R: losing column names when adding rows to an empty data frame

筅森魡賤 提交于 2019-11-28 05:37:39
juba

The rbind help pages specifies that :

For ‘cbind’ (‘rbind’), vectors of zero length (including ‘NULL’) are ignored unless the result would have zero rows (columns), for S compatibility. (Zero-extent matrices do not occur in S3 and are not ignored in R.)

So, in fact, a is ignored in your rbind instruction. Not totally ignored, it seems, because as it is a data frame the rbind function is called as rbind.data.frame :

rbind.data.frame(c(5,6))
#  X5 X6
#1  5  6

Maybe one way to insert the row could be :

a[nrow(a)+1,] <- c(5,6)
a
#  one two
#1   5   6

But there may be a better way to do it depending on your code.

Raffael

was almost surrendering to this issue.

1) create data frame with stringsAsFactor set to FALSE or you run straight into the next issue

2) don't use rbind - no idea why on earth it is messing up the column names. simply do it this way:

df[nrow(df)+1,] <- c("d","gsgsgd",4)

df <- data.frame(a = character(0), b=character(0), c=numeric(0))

df[nrow(df)+1,] <- c("d","gsgsgd",4)

#Warnmeldungen:
#1: In `[<-.factor`(`*tmp*`, iseq, value = "d") :
#  invalid factor level, NAs generated
#2: In `[<-.factor`(`*tmp*`, iseq, value = "gsgsgd") :
#  invalid factor level, NAs generated

df <- data.frame(a = character(0), b=character(0), c=numeric(0), stringsAsFactors=F)

df[nrow(df)+1,] <- c("d","gsgsgd",4)

df
#  a      b c
#1 d gsgsgd 4

Workaround would be:

a <- rbind(a, data.frame(one = 5, two = 6))

?rbind states that merging objects demands matching names:

It then takes the classes of the columns from the first data frame, and matches columns by name (rather than by position)

FWIW, an alternative design might have your functions building vectors for the two columns, instead of rbinding to a data frame:

ones <- c()
twos <- c()

Modify the vectors in your functions:

ones <- append(ones, 5)
twos <- append(twos, 6)

Repeat as needed, then create your data.frame in one go:

a <- data.frame(one=ones, two=twos)

One way to make this work generically and with the least amount of re-typing the column names is the following. This method doesn't require hacking the NA or 0.

rs <- data.frame(i=numeric(), square=numeric(), cube=numeric())
for (i in 1:4) {
    calc <- c(i, i^2, i^3)
    # append calc to rs
    names(calc) <- names(rs)
    rs <- rbind(rs, as.list(calc))
}

rs will have the correct names

> rs
    i square cube
1   1      1    1
2   2      4    8
3   3      9   27
4   4     16   64
> 

Another way to do this more cleanly is to use data.table:

> df <- data.frame(a=numeric(0), b=numeric(0))
> rbind(df, list(1,2)) # column names are messed up
>   X1 X2
> 1  1  2

> df <- data.table(a=numeric(0), b=numeric(0))
> rbind(df, list(1,2)) # column names are preserved
   a b
1: 1 2

Notice that a data.table is also a data.frame.

> class(df)
"data.table" "data.frame"

You can do this:

give one row to the initial data frame

 df=data.frame(matrix(nrow=1,ncol=length(newrow))

add your new row and take out the NAS

newdf=na.omit(rbind(newrow,df))

but watch out that your newrow does not have NAs or it will be erased too.

Cheers Agus

I use the following solution to add a row to an empty data frame:

d_dataset <- 
  data.frame(
    variable = character(),
    before = numeric(),
    after = numeric(),
    stringsAsFactors = FALSE)

d_dataset <- 
  rbind(
    d_dataset,
      data.frame(
        variable = "test",
        before = 9,
        after = 12,
        stringsAsFactors = FALSE))  

print(d_dataset)

variable before after  
1     test      9    12

HTH.

Kind regards

Georg

Daniel

Instead of constructing the data.frame with numeric(0) I use as.numeric(0).

a<-data.frame(one=as.numeric(0), two=as.numeric(0))

This creates an extra initial row

a
#    one two
#1   0   0

Bind the additional rows

a<-rbind(a,c(5,6))
a
#    one two
#1   0   0
#2   5   6

Then use negative indexing to remove the first (bogus) row

a<-a[-1,]
a

#    one two
#2   5   6

Note: it messes up the index (far left). I haven't figured out how to prevent that (anyone else?), but most of the time it probably doesn't matter.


Assigned task =>
In the following listing, work out how many lines contain the string "title", and state only that number.
*****
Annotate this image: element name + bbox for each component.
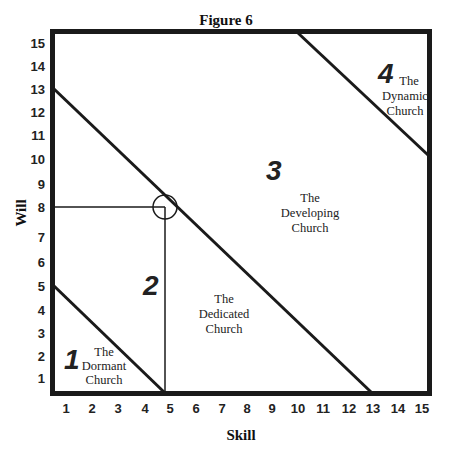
y-axis-title: Will <box>13 199 29 226</box>
x-tick: 6 <box>192 401 199 416</box>
y-tick: 5 <box>38 279 45 294</box>
x-tick: 3 <box>114 401 121 416</box>
region-label-line: Church <box>86 373 124 387</box>
x-tick: 2 <box>88 401 95 416</box>
x-tick: 14 <box>391 401 406 416</box>
figure-6-diagram: Figure 6 1 2 3 4 5 6 7 8 9 10 11 12 13 1… <box>0 0 452 452</box>
region-number: 4 <box>377 58 394 89</box>
x-tick: 9 <box>268 401 275 416</box>
y-tick: 13 <box>31 82 45 97</box>
region-label-line: Church <box>292 221 330 235</box>
region-label-line: The <box>300 191 320 205</box>
y-tick: 8 <box>38 200 45 215</box>
y-tick: 10 <box>31 152 45 167</box>
region-label-line: Dynamic <box>382 89 428 103</box>
figure-title: Figure 6 <box>199 12 253 28</box>
region-label-line: The <box>214 292 234 306</box>
region-number: 2 <box>142 270 159 301</box>
x-tick: 1 <box>62 401 69 416</box>
y-tick: 6 <box>38 255 45 270</box>
x-tick: 15 <box>415 401 429 416</box>
region-number: 3 <box>266 155 282 186</box>
y-tick: 2 <box>38 349 45 364</box>
x-axis-title: Skill <box>226 427 255 443</box>
y-tick: 12 <box>31 105 45 120</box>
x-axis-ticks: 1 2 3 4 5 6 7 8 9 10 11 12 13 14 15 <box>62 401 429 416</box>
x-tick: 13 <box>366 401 380 416</box>
region-label-line: Dedicated <box>199 307 250 321</box>
x-tick: 5 <box>166 401 173 416</box>
x-tick: 8 <box>243 401 250 416</box>
region-label-line: The <box>94 345 114 359</box>
y-tick: 3 <box>38 326 45 341</box>
region-label-line: Church <box>206 322 244 336</box>
region-label-line: The <box>399 74 419 88</box>
x-tick: 4 <box>141 401 149 416</box>
x-tick: 12 <box>342 401 356 416</box>
region-number: 1 <box>64 344 80 375</box>
y-axis-ticks: 1 2 3 4 5 6 7 8 9 10 11 12 13 14 15 <box>31 36 46 386</box>
x-tick: 11 <box>316 401 330 416</box>
y-tick: 9 <box>38 177 45 192</box>
region-label-line: Developing <box>281 206 340 220</box>
region-label-line: Dormant <box>82 359 127 373</box>
y-tick: 14 <box>31 59 46 74</box>
y-tick: 1 <box>38 371 45 386</box>
y-tick: 4 <box>38 303 46 318</box>
x-tick: 10 <box>291 401 305 416</box>
x-tick: 7 <box>218 401 225 416</box>
region-label-line: Church <box>387 104 425 118</box>
y-tick: 7 <box>38 230 45 245</box>
y-tick: 11 <box>31 128 45 143</box>
y-tick: 15 <box>31 36 45 51</box>
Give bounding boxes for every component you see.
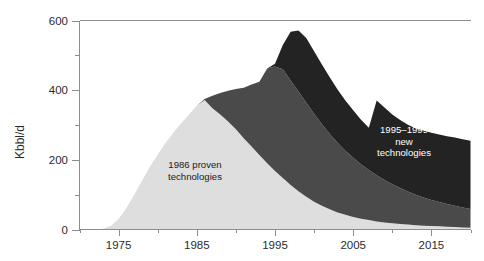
annotation-line: 1986 proven xyxy=(168,159,221,170)
x-tick-labels: 19751985199520052015 xyxy=(106,239,444,251)
x-tick-label: 2015 xyxy=(419,239,445,251)
area-chart: 0200400600 19751985199520052015 Kbbl/d 1… xyxy=(0,0,484,261)
y-tick-label: 400 xyxy=(49,84,68,96)
annotation-line: technologies xyxy=(377,147,431,158)
y-tick-labels: 0200400600 xyxy=(49,15,68,236)
x-tick-label: 1995 xyxy=(262,239,288,251)
annotation-proven: 1986 proventechnologies xyxy=(168,159,222,182)
x-tick-label: 1985 xyxy=(184,239,210,251)
chart-container: 0200400600 19751985199520052015 Kbbl/d 1… xyxy=(0,0,484,261)
y-tick-label: 0 xyxy=(62,224,68,236)
annotation-line: 1995–1999 xyxy=(380,124,428,135)
annotation-line: new xyxy=(395,136,413,147)
y-axis-title: Kbbl/d xyxy=(13,125,27,159)
y-tick-label: 600 xyxy=(49,15,68,27)
x-tick-label: 2005 xyxy=(340,239,366,251)
annotation-line: technologies xyxy=(168,171,222,182)
y-tick-label: 200 xyxy=(49,154,68,166)
x-tick-label: 1975 xyxy=(106,239,132,251)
*****
Response to the task =>
4